Three years ago, I wrote a commentary for this page remembering Polish President Lech Kaczynski; his wife, Maria, and 94 top Polish government officials killed in a plane crash near Smolensk, Russia, on April 10, 2010. They had traveled there to commemorate 4,400 Polish POWs ruthlessly murdered by the Soviets back in 1943.
At the time, like everybody else, I naively assumed that an independent commission would be set up to investigate the tragedy and that, within a year or so, we would know what caused the crash.
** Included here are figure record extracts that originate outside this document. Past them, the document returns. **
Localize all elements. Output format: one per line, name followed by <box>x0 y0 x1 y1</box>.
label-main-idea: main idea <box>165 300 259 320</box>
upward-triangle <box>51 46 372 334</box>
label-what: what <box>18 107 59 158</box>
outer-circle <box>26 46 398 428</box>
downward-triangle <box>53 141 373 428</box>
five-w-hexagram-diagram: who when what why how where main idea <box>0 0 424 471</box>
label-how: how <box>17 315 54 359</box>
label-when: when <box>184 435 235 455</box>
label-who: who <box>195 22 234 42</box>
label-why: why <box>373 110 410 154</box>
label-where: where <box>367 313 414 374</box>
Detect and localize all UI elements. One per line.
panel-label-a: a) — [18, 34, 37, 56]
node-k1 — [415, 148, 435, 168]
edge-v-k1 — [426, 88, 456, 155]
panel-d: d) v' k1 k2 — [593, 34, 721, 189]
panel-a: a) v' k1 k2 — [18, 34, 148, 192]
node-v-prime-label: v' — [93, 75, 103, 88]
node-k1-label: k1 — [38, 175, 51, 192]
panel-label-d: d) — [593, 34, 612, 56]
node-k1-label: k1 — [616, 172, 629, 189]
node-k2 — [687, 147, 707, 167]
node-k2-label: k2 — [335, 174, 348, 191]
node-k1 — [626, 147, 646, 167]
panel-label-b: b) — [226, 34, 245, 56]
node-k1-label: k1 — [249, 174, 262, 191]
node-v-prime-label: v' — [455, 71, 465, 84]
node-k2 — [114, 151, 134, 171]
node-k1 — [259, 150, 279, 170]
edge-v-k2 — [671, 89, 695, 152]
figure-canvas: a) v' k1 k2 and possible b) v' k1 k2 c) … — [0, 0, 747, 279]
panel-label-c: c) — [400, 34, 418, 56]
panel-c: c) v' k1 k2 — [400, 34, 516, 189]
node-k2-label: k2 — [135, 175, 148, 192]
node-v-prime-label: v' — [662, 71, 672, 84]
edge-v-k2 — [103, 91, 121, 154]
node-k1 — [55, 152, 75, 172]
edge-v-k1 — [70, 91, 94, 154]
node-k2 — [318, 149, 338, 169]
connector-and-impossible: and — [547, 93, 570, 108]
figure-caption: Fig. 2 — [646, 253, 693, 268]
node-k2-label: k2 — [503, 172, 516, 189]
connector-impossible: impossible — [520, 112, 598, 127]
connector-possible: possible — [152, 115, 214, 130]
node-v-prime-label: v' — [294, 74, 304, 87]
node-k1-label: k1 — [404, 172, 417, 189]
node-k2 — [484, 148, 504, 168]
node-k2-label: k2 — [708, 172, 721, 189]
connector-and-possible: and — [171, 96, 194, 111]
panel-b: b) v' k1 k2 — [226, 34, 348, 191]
None of that turned out to be true.
Three years later, despite numerous appeals from the Polish government, the Russians have yet to return the wreckage to Poland. Moreover, Russian officials continue to blame Poles for the disaster, while the Polish government is too timid to respond. Most of Polish people are at a loss as to what really happened on that tragic day.
Back in 2010, acting contrary to the 1992 Polish-Russian treaty, the government of Poland immediately handed over responsibility for the investigation to the Russians. Within about a year, the Russians' conclusion was that the main causes of the disaster were multiple pilot mistakes and pressure to land, despite thick fog, coming from the drunken Polish Air Force chief on board the plane.
Some in Poland accepted this official Russian explanation. But the official Polish investigation faulted Russian air traffic controllers' unprofessional plane guidance.
Likewise, Polish Prime Minister Donald Tusk — who soon after the disaster indulged in a hearty condolence bear hug with Russian Prime Minister Vladimir Putin — expressed concerns about the Russian report, calling it "incomplete" in 2011.
However, last year, when an investigative journalist from Rzeczpospolita, a prominent Polish daily, reported that traces of explosive materials had been found on and inside the plane, officials from Tusk's office pressured the publisher and effectively got the reporter fired.